Docker is a new craze which is quite popular nowadays. I don’t know much before about it but at my internship, I attended a workshop from Dieter Reuter(Docker Captain)and Niclas Mietz from bee42 solutions gmbh.
It was quite fun two days workshop with them and I got to know a lot about it. So let’s get started with Docker.
Before getting started with it, you should install Docker on your machine. Take a help from Google.
Okay now, your machine has Docker, so now you may be thinking what Docker really is?
Docker is an open platform for building, shipping, and running applications. With Docker, you can manage your infrastructure in the same ways you manage your applications. It’s easy, simple and quite powerful too.
Okay as everyone knows we always start with Hello-world
docker container run hello-world
In the output, you can see that we are doing many things(what Docker doing). But before that, I want to illustrate something regarding Docker Engine.
Docker Engine
Docker is same like your car, it has an engine which manages everything. It also consists a server known as Docker Daemon(the dockerd command) which manages everything for the client(Docker CLI). In between, the API handles the request from the client to the server. The server responds accordingly to the client by managing the images, containers, networks, and volumes.
Docker Daemon: The Docker daemon listens to API requests and manages Docker objects(images, containers, networks, and volumes). A daemon can also communicate with other daemons to manage Docker services(swarm mode).
Docker Client: The Docker client is the way that many Docker users interact with Docker. When you use commands such as docker run the client sends these commands to dockerd which carries them out. The docker command uses the Docker API. The Docker client can communicate with more than one daemon.
Docker Registries: A Docker registry stores Docker images. Docker Hub and Docker Cloud are public registries that anyone can use, and Docker is configured to look for images on Docker Hub by default. When you use the docker pull or docker run commands, the required images are pulled from your configured registry. When you use the docker push command, your image is pushed to your configured registry. You can upgrade the application by pulling the new version of the image and redeploying the containers.
Images: An image is a snapshot of a Docker container. Often, an image is based on another image, with some additional customization. For example, you may build an image which is based on the ubuntu image but installs the Nginx web server and your application, as well as the configuration details needed to make your application run. Images are lightweight, small, and fast when compared to other virtualization technologies.
Containers: A container is a runnable instance of an image. You can create, run, stop, move, or delete a container using the CLI. You can connect a container to one or more networks, attach storage to it, or even create a new image based on its current state. By default, a container is relatively well isolated from other containers and its host machine. You can control how isolated a container’s network, storage, or other underlying subsystems are from other containers or from the host machine. A container is defined by its image as well as any configuration options you provide to it when you create or run it. When a container stops, any changes to its state that are not stored in persistent storage disappears.
Services: It allows you to scale containers across multiple Docker daemons, which all work together as a swarm with multiple managers and workers. Each member of a swarm is a Docker daemon, and the daemons all communicate using the Docker API. A service allows you to define the desired state, such as the number of replicas of the service that must be available at any given time. By default, the service is load-balanced across all worker nodes. To the consumer, the Docker service appears to be a single application.
After some theory let’s see the output now,
Hello from Docker!
- The docker client contacted to Docker daemon.
- The Docker daemon pulled the “hello-world image from the Docker Hub.
- The Docker daemon created a new container from that image which runs the executable that produces the output you are currently reading.
- The Docker daemon streamed that output to the Docker client, which sent it to your terminal.
That’s it, pretty simple and easy. Enjoy the easiness of it.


• YOUR OBJECTIVE: Return the data exactly, without pictures.
★ ★ ★
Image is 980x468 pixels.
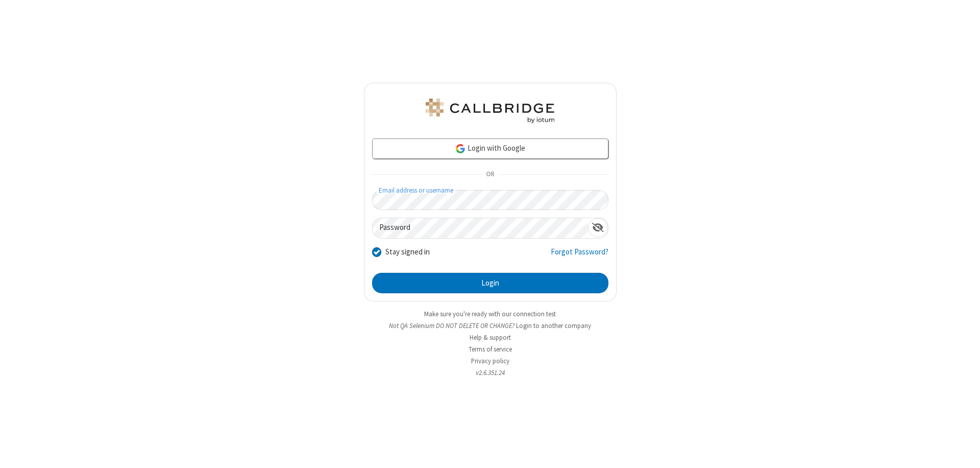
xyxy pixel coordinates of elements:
li: v2.6.351.24 [364,368,616,378]
img: google-icon.png [455,143,466,154]
input: Password [373,218,588,238]
span: OR [482,168,498,182]
button: Login to another company [516,321,591,331]
a: Login with Google [372,138,609,159]
button: Login [372,273,609,293]
input: Email address or username [372,190,609,210]
a: Terms of service [469,345,512,354]
li: Not QA Selenium DO NOT DELETE OR CHANGE? [364,321,616,331]
label: Stay signed in [385,246,430,258]
img: QA Selenium DO NOT DELETE OR CHANGE [423,99,557,123]
a: Privacy policy [471,357,509,365]
a: Help & support [470,333,511,342]
a: Make sure you're ready with our connection test [424,309,556,318]
a: Forgot Password? [551,246,609,266]
div: Show password [588,218,608,237]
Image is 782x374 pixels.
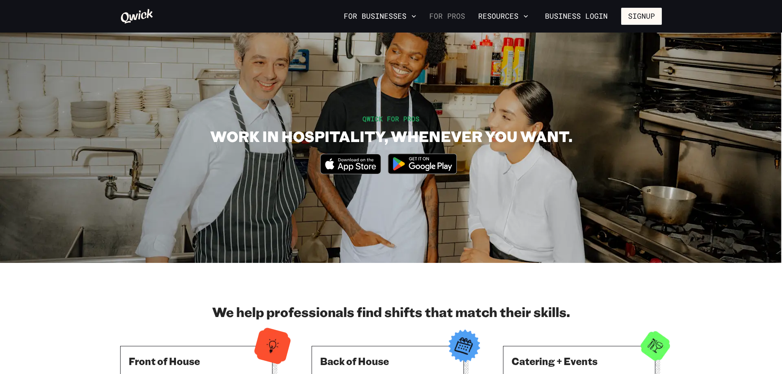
★ ★ ★
• SOLUTION:
Image is 980x468 pixels.
xyxy pixel coordinates of elements:
li: v2.6.351.24 [364,368,616,378]
img: google-icon.png [455,143,466,154]
input: Password [373,218,588,238]
span: OR [482,168,498,182]
button: Login to another company [516,321,591,331]
a: Login with Google [372,138,609,159]
button: Login [372,273,609,293]
input: Email address or username [372,190,609,210]
a: Terms of service [469,345,512,354]
li: Not QA Selenium DO NOT DELETE OR CHANGE? [364,321,616,331]
label: Stay signed in [385,246,430,258]
img: QA Selenium DO NOT DELETE OR CHANGE [423,99,557,123]
a: Privacy policy [471,357,509,365]
a: Help & support [470,333,511,342]
a: Make sure you're ready with our connection test [424,309,556,318]
a: Forgot Password? [551,246,609,266]
div: Show password [588,218,608,237]
Image is 782x374 pixels.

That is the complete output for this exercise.